Until that post sees the light of day, I’ve got a little idea. It is a simple test that can be given to anyone who claims expertise, knowledge or offers consultancy in social media. It is simply this: have you ever told a client that they need not bother with social media, or that social media is irrelevant to their business or stated goals?
It seems like an important test of the honesty of anyone claiming professional status that they can identify which situations do not require their involvement. There are undoubtedly businesses that do not need to even bother with social media. There are plenty of businesses who are using social media to distract from actually solving the real problems - problems like the product or service sucking, sleazy business tactics, poor customer service, broken management and so on. A public U.S. corporation I know but won’t name was fully signed on with the Cluetrain Manifesto when that first left the depot. They are losing customers due to poor customer service and pricing, firing the competent and keeping the incompetent (especially in management), shutting down operations in areas where they are successful and all the other piss-poor management crap. No amount of social media fixes the problem of having salesmen who know absolutely nothing about the product, or poor management decisions like, oh, stomping on growing departments that are making money because of personal ego issues.
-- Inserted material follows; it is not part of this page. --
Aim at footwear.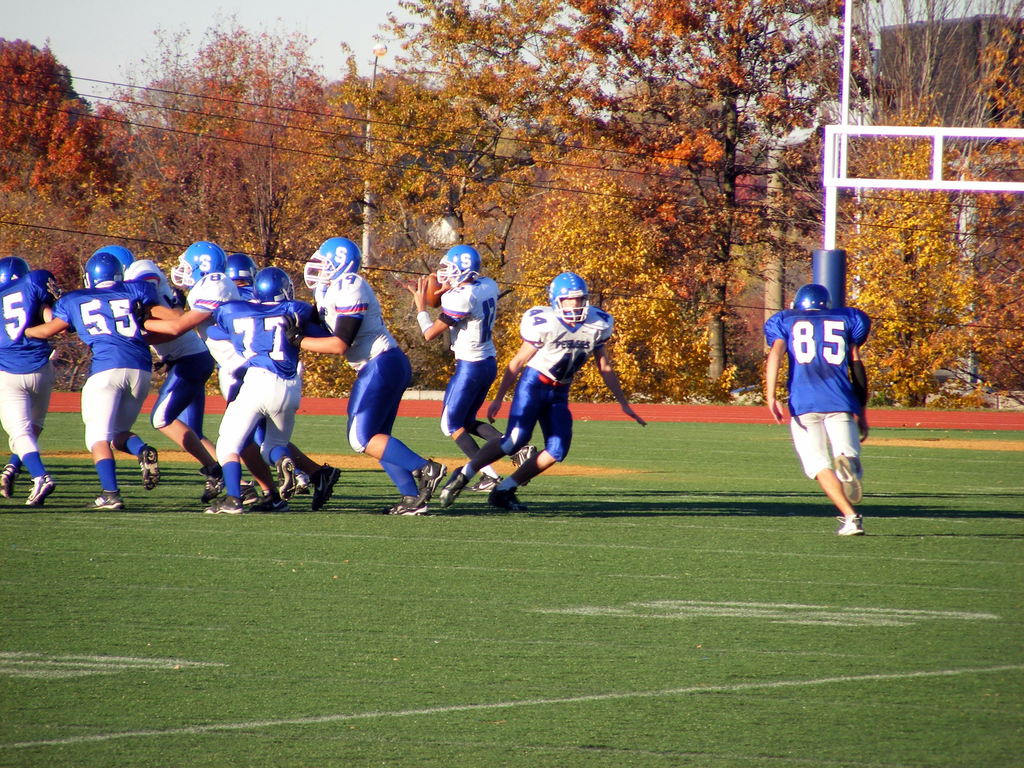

I can think of plenty of groups who would have precisely no benefit from social media. Funeral directors don’t need Twitter. ‘Become a fan of the Civil Aviation Authority on Facebook’ should make you say ‘WTF?’. My relationship with my toothpaste - a long-standing mutual indifference (I can’t actually recall what brand of toothpaste I use) - would be in no way advanced by the manufacturer getting into social media. ‘WebCameron’ rightly made most people cringe. BBC News would be vastly improved if “Have Your Say” were either removed or put through a few spin cycles of the Stupidfilter - there really is no Reithian value in giving soapboxes to looneys. I wouldn’t mind it if South Eastern Trains were to get onto Twitter, but I’d much rather they would reduce fares and figure out how to communicate details about delays between stations so that one can actually travel without wanting to go postal.
So, does this strike anyone as a good test of social media expertise?